Our 92 year-old neighbour came by last night to use the phone. (92 on Christmas day.)  We called her son for her, and he’s coming around tomorrow. After we hung up the phone she insisted on giving us two dollars.

“No, no, no,” we said. “We don’t need the money.”

“You must. Phone calls are expensive.”

“But we’re on a plan,” we say. “Calls are free.” Well, not free, because there is the plan, but, “Making a call for you doesn’t cost us any more than we were going to pay anyway.”

She doesn’t comprehend phone plans at all. To her, each call costs money.

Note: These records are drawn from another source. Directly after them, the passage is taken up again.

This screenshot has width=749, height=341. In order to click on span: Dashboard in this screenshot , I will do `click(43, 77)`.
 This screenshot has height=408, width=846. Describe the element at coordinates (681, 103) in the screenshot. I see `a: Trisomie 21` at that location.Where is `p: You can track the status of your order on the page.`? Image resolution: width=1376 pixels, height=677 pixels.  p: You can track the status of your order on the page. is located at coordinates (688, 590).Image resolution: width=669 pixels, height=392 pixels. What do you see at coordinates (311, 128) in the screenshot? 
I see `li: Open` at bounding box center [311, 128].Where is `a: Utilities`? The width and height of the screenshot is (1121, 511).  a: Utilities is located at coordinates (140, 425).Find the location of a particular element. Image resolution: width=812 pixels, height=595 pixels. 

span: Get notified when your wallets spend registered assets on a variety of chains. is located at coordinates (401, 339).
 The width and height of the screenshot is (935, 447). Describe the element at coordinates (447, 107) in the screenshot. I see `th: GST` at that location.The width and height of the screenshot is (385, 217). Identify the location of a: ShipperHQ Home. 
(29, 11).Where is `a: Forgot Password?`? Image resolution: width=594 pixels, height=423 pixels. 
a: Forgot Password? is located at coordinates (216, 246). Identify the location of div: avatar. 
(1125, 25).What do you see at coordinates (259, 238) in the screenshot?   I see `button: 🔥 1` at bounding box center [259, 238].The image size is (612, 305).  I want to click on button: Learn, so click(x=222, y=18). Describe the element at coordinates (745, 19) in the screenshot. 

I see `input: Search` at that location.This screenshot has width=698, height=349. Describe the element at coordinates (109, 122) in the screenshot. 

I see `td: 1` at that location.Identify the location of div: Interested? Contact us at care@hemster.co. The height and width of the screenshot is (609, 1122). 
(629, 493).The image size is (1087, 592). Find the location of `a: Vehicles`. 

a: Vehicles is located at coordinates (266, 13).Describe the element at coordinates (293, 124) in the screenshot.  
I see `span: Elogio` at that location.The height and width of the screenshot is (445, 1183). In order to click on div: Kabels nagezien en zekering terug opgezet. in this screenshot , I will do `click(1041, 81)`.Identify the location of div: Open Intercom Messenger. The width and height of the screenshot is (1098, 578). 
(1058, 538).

It’s the same every time. She comes by every couple of months and asks us to call her son. (I think her son gave her a mobile, but she doesn’t like to use it.) She offers us money for the call. We refuse, she insists, and eventually we take it because it stresses her if we don’t.

As I added the latest $2 to the tiny pile of coins we’ve collected from calling our neighbour’s son, I realised that her phone calls are the only time I have touched physical money in the last eleven months.

It’s been tap and go on everything, and I mean everything, since Covid-19.

Contactless payments are the only way I have paid for anything. No one wants cash, because of the risk of spreading coronavirus. Of course, that means that any data harvester who pays for the information can now tell that I buy two regular-sized coffees a day from the 7-Eleven, and how much take-away I buy every week.

Actually, no. They always knew how much takeaway I bought.

I think there will always be a place for cash—even if it’s not physical coins, but for some kind of money that can’t be tracked through the system—it’ll be interesting to see what that turns out to be over the next fifty years. I’m not sure it will still be banknotes and coins.